Lonesome George To Be Stuffed By Taxidermist, Displayed At NYC Museum


Lonesome George will soon go on display at the American Museum of Natural History in New York.

The giant Galapagos Island Tortoise passed away last June at 100 and something years old. He was the last surviving member of the Pinta Island subspecies of giant tortoises.

Environmentalist tried for years to find Lonesome George a mate but, as his name implies, George passed away without spawning a new generation of Pinta Island turtles.

Linda Cayot, the science adviser to the Galápagos Conservancy, told National Geographic: “What George is as a symbol shouldn’t be forgotten … And the best way of doing that is having him there in front of everyone.”
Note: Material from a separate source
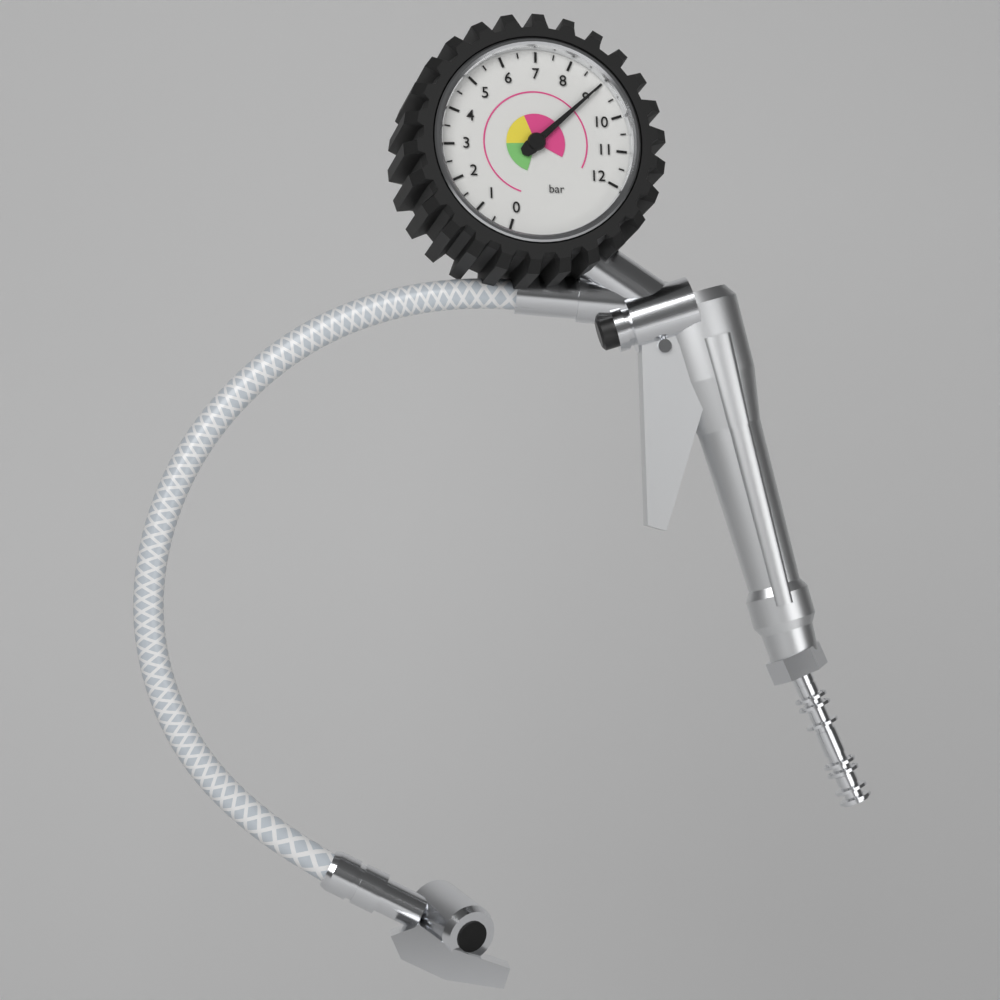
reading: 9.0 bar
The NY Times reports that Lonesome George has been in a deep freeze since his death last June. The turtle was defrosted this week by taxidermist George Dante and his team at the American Museum of Natural History.

Dante said: “Doing taxidermy on a tortoise is much like working on an elephant … There’s no fur, so we have to work to preserve the skin, maintaining its natural color and texture as much as possible, sculpting the wrinkles so they are anatomically accurate. There’s very little room for error.”
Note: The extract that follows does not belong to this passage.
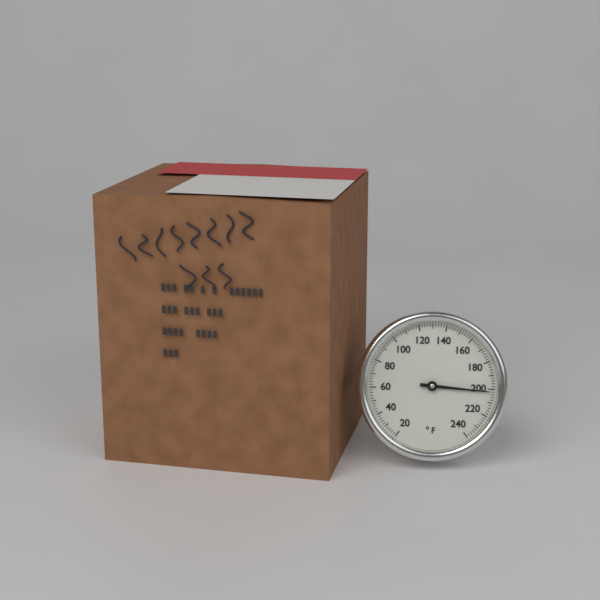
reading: 202 °F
The tortoise will go on display in New York before being shipped back to the Galapagos Islands where he will be put on display in the research center.

Here’s a video about Lonesome George from the BBC.

Chris Raxworthy, the museum’s curator of herpetology, said that the taxidermists will use a pose that will accentuate some of George’s more unique features.

Raxworth said: “(We want) to be accurate and to capture the spirit of George. We want to demonstrate the neat features he had. A long neck and unique shell morphology that let him stretch way up, an adaptation that would have helped him to reach food on a dry island like Pinta.”